Technology = tremendous
We were provided with laptops that contained all the information any committee member could want on a particular team with a few keystrokes. Team data could be placed side by side for easier comparisons. Schedules, RPIs, conference record, nonconference schedule strength -- everything that goes into what is commonly known as the Nitty Gritty Report was all there. To have all that information so close and in one spot was the envy of this Bracketologist. Yet the most impressive piece of fingertip-available information was the part of the computer program that allows the committee to see exactly how far an institution is from a regional site merely by placing the mouse over that school during the bracketing stage. It's like Google Maps for dummies. It's a great tool.
Conference affiliation isn't considered
As a collective women's college basketball nation -- media, fans and coaches -- we have tended to get caught up counting how many teams a particular conference gets into the tournament. Why? It's fun. Using tournament bids as a way to debate the merits of a league in a given year makes for interesting conversation. The reality, though, is that when picking teams for the tournament, this is not a consideration.
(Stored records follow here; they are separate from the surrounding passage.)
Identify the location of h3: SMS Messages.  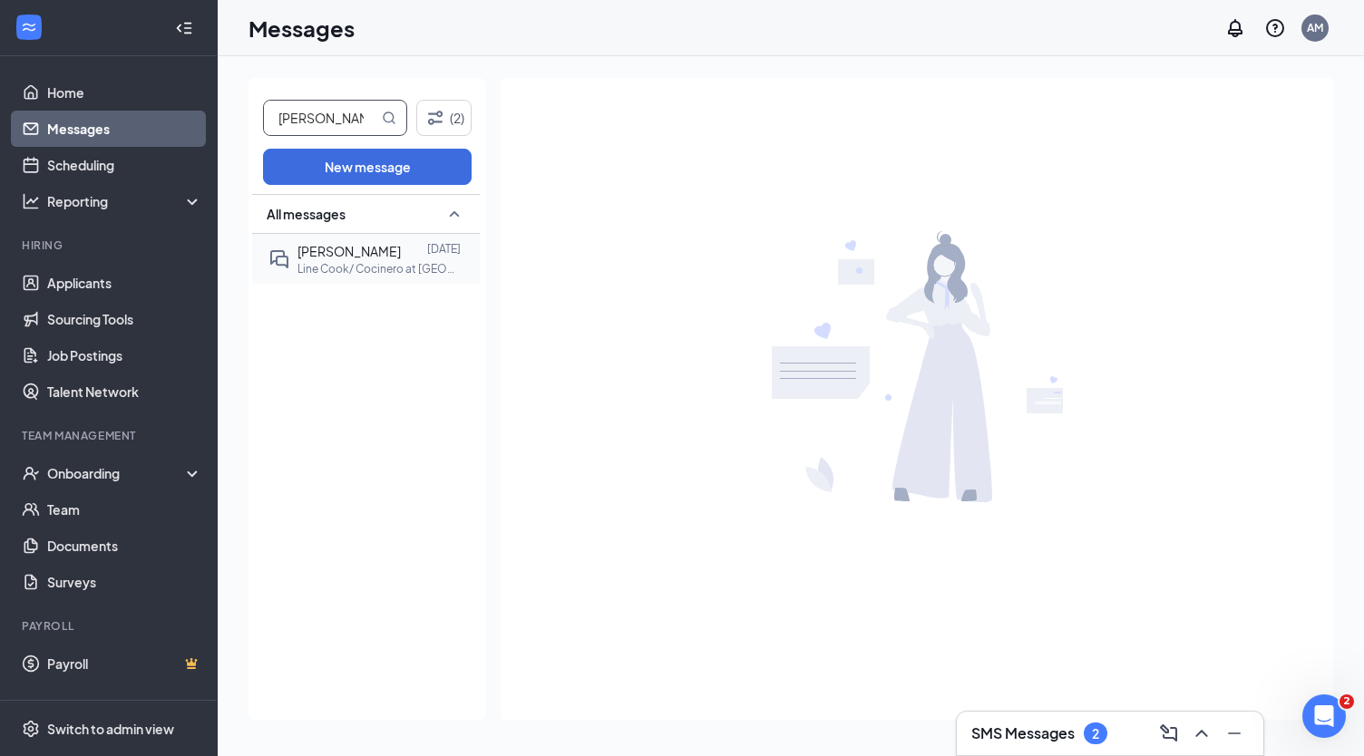
(1023, 734). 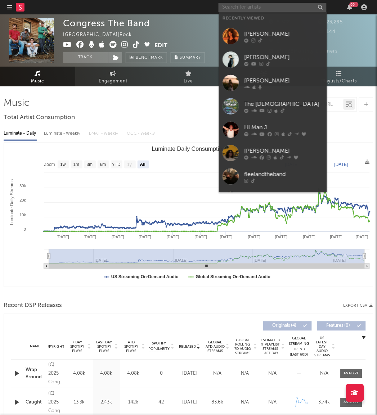 I want to click on a: Playlists/Charts, so click(x=339, y=76).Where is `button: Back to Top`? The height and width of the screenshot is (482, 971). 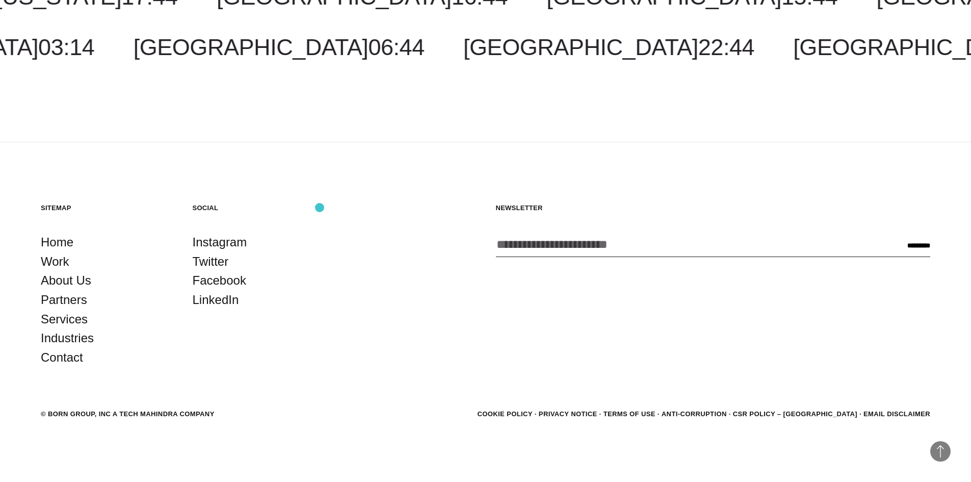
button: Back to Top is located at coordinates (940, 451).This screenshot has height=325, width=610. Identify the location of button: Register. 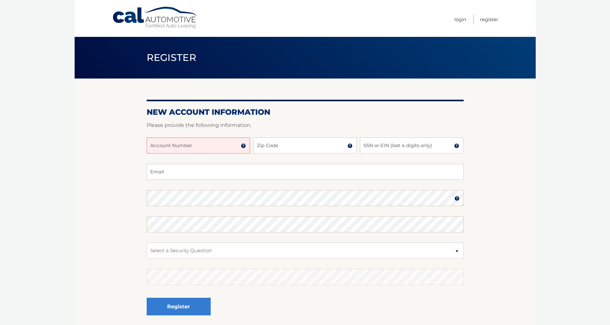
(179, 306). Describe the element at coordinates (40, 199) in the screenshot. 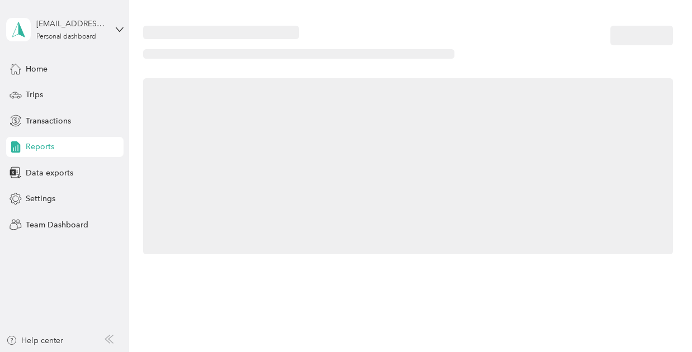

I see `span: Settings` at that location.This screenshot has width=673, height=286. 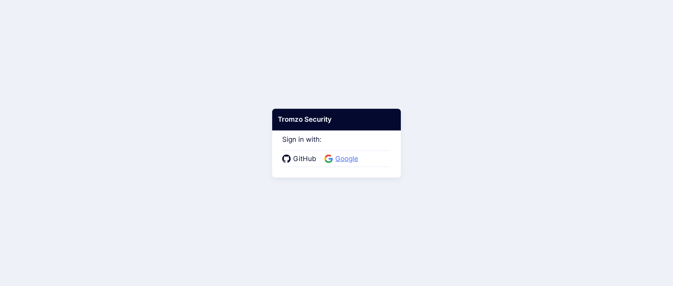 I want to click on a: Google, so click(x=343, y=159). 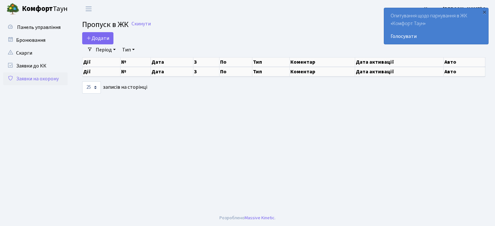 What do you see at coordinates (91, 88) in the screenshot?
I see `select: записів на сторінці` at bounding box center [91, 88].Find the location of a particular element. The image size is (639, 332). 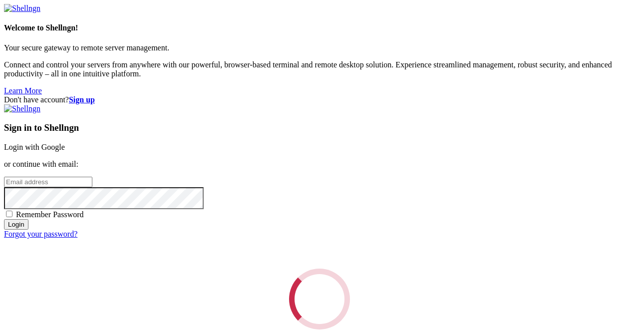

a: Sign up is located at coordinates (82, 99).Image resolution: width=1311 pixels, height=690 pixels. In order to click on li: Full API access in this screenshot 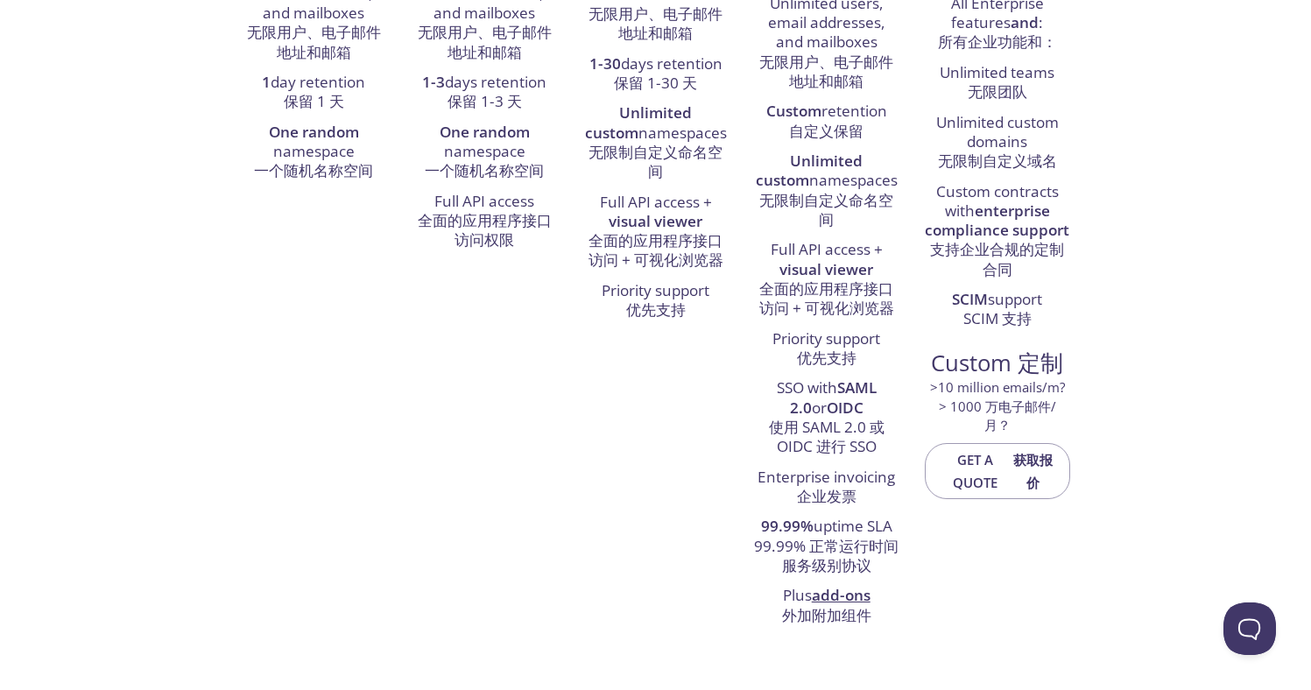, I will do `click(484, 222)`.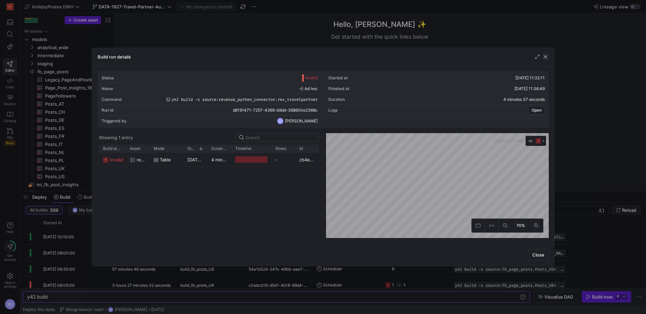 The height and width of the screenshot is (314, 646). Describe the element at coordinates (245, 100) in the screenshot. I see `span: y42 build -s source:revenue_python_connector.rev_travelpartner` at that location.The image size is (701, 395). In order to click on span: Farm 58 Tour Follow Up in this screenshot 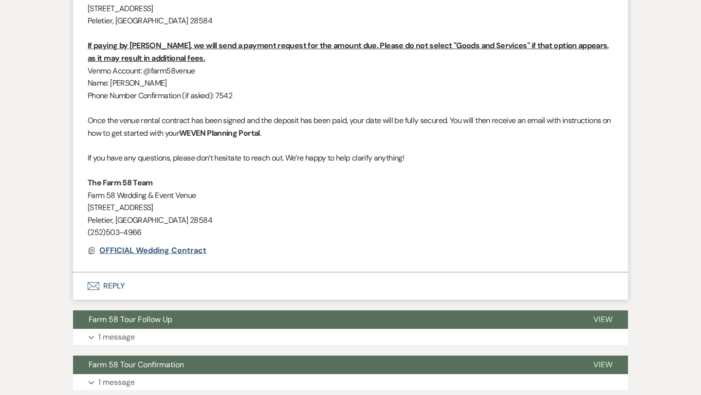, I will do `click(130, 319)`.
However, it would be a lie to say league affiliations weren't discussed in many of our preliminary discussions. Although the statement, "The Big 12 is a better league than the Pac-10, so Texas Tech's accomplishments are more significant than UCLA's" wasn't made, similar things were said on many occasions. Each time, the committee was reminded (and suitably humbled) that such connections are not and should not be made. We were falling into that same misconception and were caught every time.
Then an amazing thing happened when we got down to the brass tacks of selecting our 64-team field. No team's conference ties ever came up. No tally was kept of how many Big East or ACC teams made our fantasy tournament. Once the voting began, a team was a team and that was it. Any conversations that took place were devoid of conference chatter. And the best part was that we didn't even notice. We filled a portion of our field (time constraints didn't allow us to finish the entire field using the voting process) without sliding into the mistakes of the earlier talks. It wasn't until near our adjournment time of about 10 o'clock Thursday evening that this was pointed out to us. We began to act like a real selection committee by accident. Admittedly, it felt pretty good.
In fact, the entire process felt good. It's fun, but exhausting, and we didn't do half the work the real committee does. The work involved really is extensive, and just by sitting in those seats for two days, it becomes easy to realize how much these 10 people put into this task that is so widely analyzed and scrutinized. Going in, I knew this was an extremely difficult process. What I learned coming out is what a great responsibility it truly is.